Complexity Can Also Create Security Gaps
Multi-cloud environments, rapid provisioning, and inconsistent policy enforcement can make it difficult to maintain visibility. Misconfigurations, unpatched systems, and governance gaps often become exploitable weaknesses.
Cloud Threats
How Cloud Threats Impact Organizations
Cloud security threats affect organizations differently depending on their architecture, access model, and operational maturity. These examples show how common risks can disrupt cloud environments and business operations.
Compromised Credentials Enable Unauthorized Access
Attackers frequently use stolen credentials, phishing campaigns, and account takeover techniques to gain access to cloud applications and sensitive data. Strong identity controls and continuous monitoring help limit exposure.

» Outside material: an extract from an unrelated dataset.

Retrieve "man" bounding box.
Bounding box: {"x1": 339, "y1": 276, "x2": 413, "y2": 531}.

Cloud Data Becomes a Recovery Challenge
Ransomware increasingly targets cloud-connected workloads, SaaS platforms, and backup environments. Organizations with immutable backups and tested recovery workflows can restore operations more quickly after an attack.
Trusted Integrations Can Extend Exposure
Cloud environments depend on vendors, APIs, and software integrations that often require privileged access. Weaknesses in these relationships can create indirect paths to sensitive systems and data.

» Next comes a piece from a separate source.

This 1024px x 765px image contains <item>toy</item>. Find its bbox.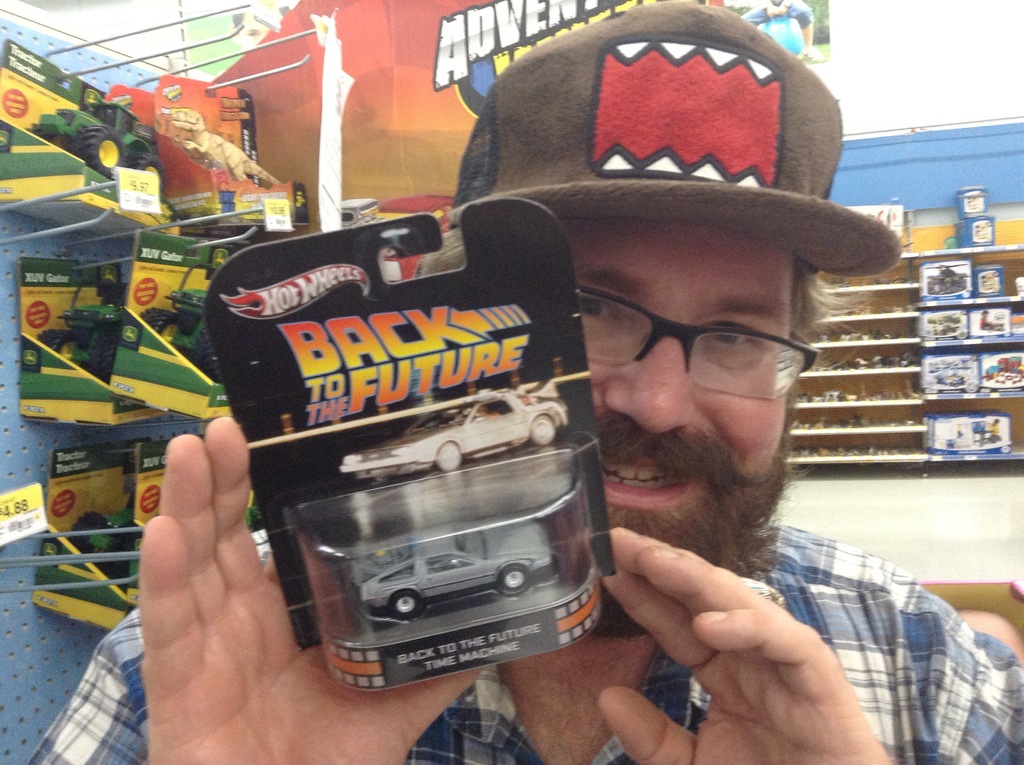
33 102 145 170.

Frequently Asked Questions
What are the top cloud security threats in 2026?
The most significant cloud security threats in 2026 include vulnerability exploitation, credential compromise, third-party and supply chain exposure, ransomware targeting cloud data, and misconfigurations that create unintended access to sensitive resources.
Why is vulnerability exploitation a leading cloud security threat?
Vulnerability exploitation allows attackers to gain access through unpatched software, exposed services, and insecure applications. As cloud environments grow more complex, organizations often struggle to identify and remediate vulnerabilities before they can be exploited.
What is the shared responsibility model in cloud security?
The shared responsibility model divides security duties between the cloud provider and the customer. Providers secure the underlying infrastructure, while customers remain responsible for identities, configurations, data protection, and workload security.
How do organizations recover from cloud ransomware attacks?
Recovery from cloud ransomware depends on immutable backups, isolated recovery environments, and tested recovery workflows. Organizations should be able to restore known-good data without relying on compromised production systems.
How does third-party risk affect cloud security?
Third-party risk arises when vendors, software dependencies, APIs, or service providers have access to cloud environments or sensitive data. A weakness in a trusted relationship can create an indirect path for attackers to reach production systems.
What controls help reduce misconfiguration risk in cloud environments?
Cloud security posture management, policy-as-code, least-privilege access controls, and automated compliance monitoring can help organizations identify configuration drift and reduce exposure across multi-cloud environments.